Jonathan Singer: The State Department recently found that terrorist incidents in the world tripled last year to 655 serious attacks. USA Today reports that Thomas Kean and Lee Hamilton are concerned that the nation isn't moving quickly enough to protect against terrorism. Are we getting safer or lest safe? What more can be done?
Senator Slade Gorton: We have come a long way; remember that there have been no terrorist incidents in the US since 9/11. Still, reforms in the bureaucracy are slow, and Congress has not reformed its own oversight structure at all. The Markle Foundation has done detailed work on this subject.
Singer: The President has wrapped up the first stage of his sixty day Social Security tour, yet still no Senate Democrat has signed on to personal accounts. What more should the President be doing? Will he be able to succeed?
Gorton: Democrats seem adamantly opposed to any Social Security reform. Presidential success is possible in the House, highly unlikely in the Senate.
Singer: By the forecasts of the SSA, the Social Security trust fund will run out in 2041, but the Medicare trust fund will run out by the end of the next decade. Is Congress dealing with the right issue right now?

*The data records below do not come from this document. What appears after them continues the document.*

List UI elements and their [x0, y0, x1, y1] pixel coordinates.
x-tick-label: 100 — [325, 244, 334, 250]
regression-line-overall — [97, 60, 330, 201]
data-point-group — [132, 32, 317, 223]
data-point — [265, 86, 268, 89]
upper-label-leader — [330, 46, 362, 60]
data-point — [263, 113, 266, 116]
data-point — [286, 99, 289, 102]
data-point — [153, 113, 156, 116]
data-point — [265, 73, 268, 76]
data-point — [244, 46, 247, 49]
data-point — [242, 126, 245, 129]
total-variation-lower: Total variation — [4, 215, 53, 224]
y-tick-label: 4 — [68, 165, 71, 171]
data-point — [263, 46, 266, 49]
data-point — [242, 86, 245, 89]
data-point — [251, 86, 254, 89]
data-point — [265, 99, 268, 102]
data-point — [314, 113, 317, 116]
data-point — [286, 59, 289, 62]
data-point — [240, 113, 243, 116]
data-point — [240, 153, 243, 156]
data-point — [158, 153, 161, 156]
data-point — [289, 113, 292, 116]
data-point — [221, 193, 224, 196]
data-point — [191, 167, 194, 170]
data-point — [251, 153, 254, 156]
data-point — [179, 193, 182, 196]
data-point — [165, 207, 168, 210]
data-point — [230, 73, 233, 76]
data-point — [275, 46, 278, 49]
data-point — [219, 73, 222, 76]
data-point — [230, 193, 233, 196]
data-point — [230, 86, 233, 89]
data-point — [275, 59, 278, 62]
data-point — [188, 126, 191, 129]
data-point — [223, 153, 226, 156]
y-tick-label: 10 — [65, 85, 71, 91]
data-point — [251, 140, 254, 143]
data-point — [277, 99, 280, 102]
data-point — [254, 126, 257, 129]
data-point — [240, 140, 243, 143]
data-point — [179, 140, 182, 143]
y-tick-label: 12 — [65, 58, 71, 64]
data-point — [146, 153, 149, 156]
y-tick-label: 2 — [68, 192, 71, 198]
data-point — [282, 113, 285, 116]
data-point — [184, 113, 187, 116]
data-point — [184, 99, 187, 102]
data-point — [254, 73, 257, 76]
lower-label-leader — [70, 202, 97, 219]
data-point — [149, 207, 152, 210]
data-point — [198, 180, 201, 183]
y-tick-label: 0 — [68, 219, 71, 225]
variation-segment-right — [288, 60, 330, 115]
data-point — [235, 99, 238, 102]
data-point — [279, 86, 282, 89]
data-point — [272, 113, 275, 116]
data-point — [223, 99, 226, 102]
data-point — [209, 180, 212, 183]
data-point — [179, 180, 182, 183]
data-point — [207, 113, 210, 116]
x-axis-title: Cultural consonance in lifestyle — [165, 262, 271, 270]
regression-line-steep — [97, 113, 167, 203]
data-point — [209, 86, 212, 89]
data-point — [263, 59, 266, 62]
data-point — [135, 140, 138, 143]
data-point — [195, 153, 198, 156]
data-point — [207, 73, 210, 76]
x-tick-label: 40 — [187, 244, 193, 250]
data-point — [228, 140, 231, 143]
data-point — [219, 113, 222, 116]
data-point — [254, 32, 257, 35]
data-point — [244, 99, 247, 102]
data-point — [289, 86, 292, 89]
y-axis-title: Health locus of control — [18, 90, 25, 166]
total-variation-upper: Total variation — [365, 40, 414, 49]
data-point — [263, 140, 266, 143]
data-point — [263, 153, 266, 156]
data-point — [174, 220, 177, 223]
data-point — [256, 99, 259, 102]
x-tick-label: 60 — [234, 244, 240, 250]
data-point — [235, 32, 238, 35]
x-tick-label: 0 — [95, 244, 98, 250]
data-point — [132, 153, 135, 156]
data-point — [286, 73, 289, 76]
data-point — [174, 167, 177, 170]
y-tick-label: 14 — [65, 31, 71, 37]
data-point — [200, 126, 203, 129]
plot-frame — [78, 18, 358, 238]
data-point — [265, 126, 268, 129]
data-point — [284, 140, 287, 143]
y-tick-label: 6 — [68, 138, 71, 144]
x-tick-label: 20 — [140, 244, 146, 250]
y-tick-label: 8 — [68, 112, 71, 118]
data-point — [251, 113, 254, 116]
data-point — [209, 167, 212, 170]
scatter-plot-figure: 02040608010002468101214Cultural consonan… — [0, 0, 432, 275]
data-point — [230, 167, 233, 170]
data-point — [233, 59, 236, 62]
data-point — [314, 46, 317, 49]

Gorton: Medicare is an even greater threat to our fiscal situation, but I see no present willingness to take it on.
Singer: Tax reform is another ticket in the President's domestic platform. You were in the Senate during the passage of the last major tax reform in 1986, which flattened the tax rates and got rid of a number of loopholes. Should Congress follow the model of 1986? What lessons can be taken from that piece of legislation?

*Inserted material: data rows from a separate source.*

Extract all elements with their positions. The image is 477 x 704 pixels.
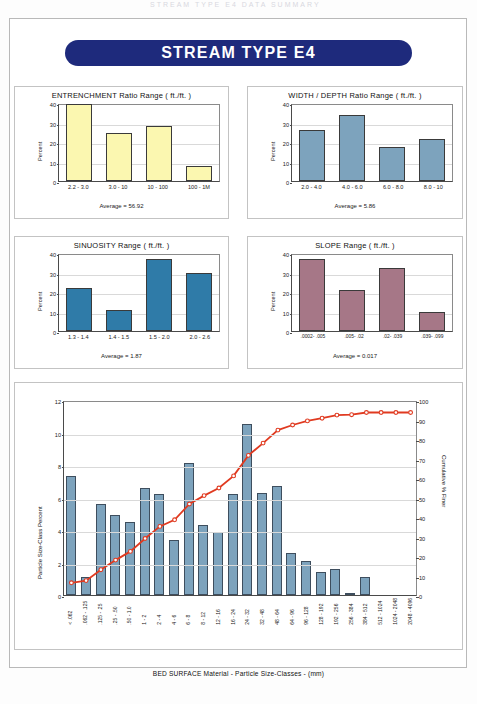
x-axis-tick-label: .25 - .50 bbox=[112, 598, 118, 625]
x-axis-tick-label: 384 - 512 bbox=[362, 598, 368, 625]
y-axis-tick bbox=[62, 500, 65, 501]
y2-axis-tick bbox=[416, 402, 419, 403]
y2-axis-tick bbox=[416, 480, 419, 481]
x-label-cell: 8 - 12 bbox=[196, 598, 211, 625]
bed-surface-x-labels: < .062.062 - .125.125 - .25.25 - .50.50 … bbox=[63, 598, 417, 625]
bar-group bbox=[59, 255, 219, 331]
chart-panel-entrenchment: ENTRENCHMENT Ratio Range ( ft./ft. )0102… bbox=[14, 86, 229, 219]
x-axis-tick-label: 8 - 12 bbox=[200, 598, 206, 625]
y2-axis-tick bbox=[416, 461, 419, 462]
x-axis-tick-label: 1 - 2 bbox=[141, 598, 147, 625]
bar bbox=[106, 310, 132, 331]
x-label-cell: 1024 - 2048 bbox=[388, 598, 403, 625]
x-axis-tick-label: 100 - 1M bbox=[188, 184, 210, 190]
y-axis-title: Percent bbox=[37, 142, 43, 161]
y-axis-tick bbox=[62, 467, 65, 468]
bar bbox=[146, 126, 172, 181]
average-label: Average = 56.92 bbox=[15, 203, 228, 209]
chart-title: ENTRENCHMENT Ratio Range ( ft./ft. ) bbox=[15, 91, 228, 100]
chart-panel-bed-surface: 0246810120102030405060708090100 < .062.0… bbox=[14, 382, 463, 650]
y-axis-tick-label: 20 bbox=[283, 141, 289, 147]
x-axis-tick-label: 3.0 - 10 bbox=[108, 184, 127, 190]
y2-axis-tick-label: 20 bbox=[419, 555, 425, 561]
grid-line bbox=[64, 532, 416, 533]
grid-line bbox=[64, 500, 416, 501]
chart-title: SINUOSITY Range ( ft./ft. ) bbox=[15, 241, 228, 250]
x-label-cell: 32 - 48 bbox=[255, 598, 270, 625]
chart-panel-sinuosity: SINUOSITY Range ( ft./ft. )010203040Perc… bbox=[14, 236, 229, 369]
y2-axis-tick bbox=[416, 578, 419, 579]
x-label-cell: 12 - 16 bbox=[211, 598, 226, 625]
bar bbox=[379, 268, 405, 331]
y-axis-title: Percent bbox=[270, 292, 276, 311]
y2-axis-tick bbox=[416, 558, 419, 559]
y-axis-tick-label: 40 bbox=[50, 102, 56, 108]
stream-type-banner: STREAM TYPE E4 bbox=[65, 40, 412, 66]
x-axis-tick-label: 24 - 32 bbox=[244, 598, 250, 625]
x-label-cell: .125 - .25 bbox=[93, 598, 108, 625]
bar bbox=[299, 130, 325, 181]
x-axis-tick-label: 32 - 48 bbox=[259, 598, 265, 625]
x-label-cell: 1 - 2 bbox=[137, 598, 152, 625]
grid-line bbox=[64, 435, 416, 436]
page-title: STREAM TYPE E4 bbox=[161, 44, 316, 62]
x-axis-tick-label: 4 - 6 bbox=[171, 598, 177, 625]
x-axis-tick-label: 6.0 - 8.0 bbox=[383, 184, 404, 190]
y2-axis-tick-label: 90 bbox=[419, 419, 425, 425]
x-axis-tick-label: 8.0 - 10 bbox=[424, 184, 443, 190]
x-axis-tick-label: 12 - 16 bbox=[215, 598, 221, 625]
y-axis-tick-label: 40 bbox=[283, 102, 289, 108]
bar bbox=[339, 115, 365, 181]
y2-axis-tick bbox=[416, 539, 419, 540]
y2-axis-tick-label: 40 bbox=[419, 516, 425, 522]
x-axis-labels: .0002- .005.005- .02.02- .039.039- .099 bbox=[291, 334, 453, 339]
y-axis-tick-label: 12 bbox=[55, 399, 61, 405]
y-axis-title: Percent bbox=[37, 292, 43, 311]
x-axis-tick-label: 10 - 100 bbox=[147, 184, 168, 190]
x-axis-tick-label: 1024 - 2048 bbox=[392, 598, 398, 625]
x-axis-tick-label: 256 - 384 bbox=[348, 598, 354, 625]
x-axis-tick-label: 2.2 - 3.0 bbox=[68, 184, 89, 190]
x-axis-tick-label: .039- .099 bbox=[421, 334, 443, 339]
bed-surface-x-axis-title: BED SURFACE Material - Particle Size-Cla… bbox=[15, 670, 462, 677]
x-axis-tick-label: 2.0 - 4.0 bbox=[301, 184, 322, 190]
bar bbox=[339, 290, 365, 331]
x-label-cell: 192 - 256 bbox=[329, 598, 344, 625]
y2-axis-tick-label: 80 bbox=[419, 438, 425, 444]
bar bbox=[419, 312, 445, 331]
y-axis-tick-label: 30 bbox=[50, 272, 56, 278]
y-axis-tick-label: 10 bbox=[283, 161, 289, 167]
x-axis-tick-label: 4.0 - 6.0 bbox=[342, 184, 363, 190]
bar bbox=[186, 166, 212, 181]
bar bbox=[186, 273, 212, 332]
x-label-cell: .25 - .50 bbox=[107, 598, 122, 625]
x-axis-tick-label: 1.4 - 1.5 bbox=[108, 334, 129, 340]
bed-surface-y-axis-title: Particle Size-Class Percent bbox=[37, 506, 43, 579]
y2-axis-tick-label: 0 bbox=[419, 594, 422, 600]
y2-axis-tick-label: 10 bbox=[419, 575, 425, 581]
x-label-cell: 16 - 24 bbox=[225, 598, 240, 625]
x-label-cell: 512 - 1024 bbox=[373, 598, 388, 625]
chart-panel-width-depth: WIDTH / DEPTH Ratio Range ( ft./ft. )010… bbox=[247, 86, 463, 219]
bar bbox=[419, 139, 445, 181]
y-axis-tick-label: 20 bbox=[50, 291, 56, 297]
y2-axis-tick bbox=[416, 500, 419, 501]
bar bbox=[379, 147, 405, 182]
y2-axis-tick-label: 100 bbox=[419, 399, 428, 405]
bed-surface-y2-axis-title: Cumulative % Finer bbox=[441, 455, 447, 507]
x-axis-tick-label: 16 - 24 bbox=[230, 598, 236, 625]
x-axis-tick-label: 512 - 1024 bbox=[377, 598, 383, 625]
bar bbox=[106, 133, 132, 181]
x-axis-labels: 1.3 - 1.41.4 - 1.51.5 - 2.02.0 - 2.6 bbox=[58, 334, 220, 340]
y2-axis-tick-label: 30 bbox=[419, 536, 425, 542]
y-axis-tick bbox=[62, 402, 65, 403]
x-axis-tick-label: .50 - 1.0 bbox=[126, 598, 132, 625]
y2-axis-tick-label: 70 bbox=[419, 458, 425, 464]
grid-line bbox=[64, 467, 416, 468]
bar-group bbox=[292, 105, 452, 181]
x-label-cell: 64 - 96 bbox=[284, 598, 299, 625]
bar bbox=[66, 288, 92, 331]
x-axis-tick-label: 1.3 - 1.4 bbox=[68, 334, 89, 340]
y2-axis-tick bbox=[416, 519, 419, 520]
y-axis-tick-label: 20 bbox=[50, 141, 56, 147]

Gorton: The President's tax reform task force will report soon; there is, I hope, a somewhat greater chance of at least some changes for the better there, changes that will at least modestly simplify and make more fair what is now a real mess.
Singer: The Senate seems primed to invoke the nuclear or constitutional option. As someone who spent time in the Senate as both a member of the majority and the minority, what's your feeling on the possible move?
Gorton: I regret the necessity of changing Senate rules on extended debate. I hope for a compromise that will retain those rights and allow votes on all Presidential nominees. But in the absence of such an agreement, it would be disastrous to change the processes of two hundred years and begin a system in which confirmation requires sixty votes. The "nuclear option" is a bad idea, but the present position of the Democrats is far worse.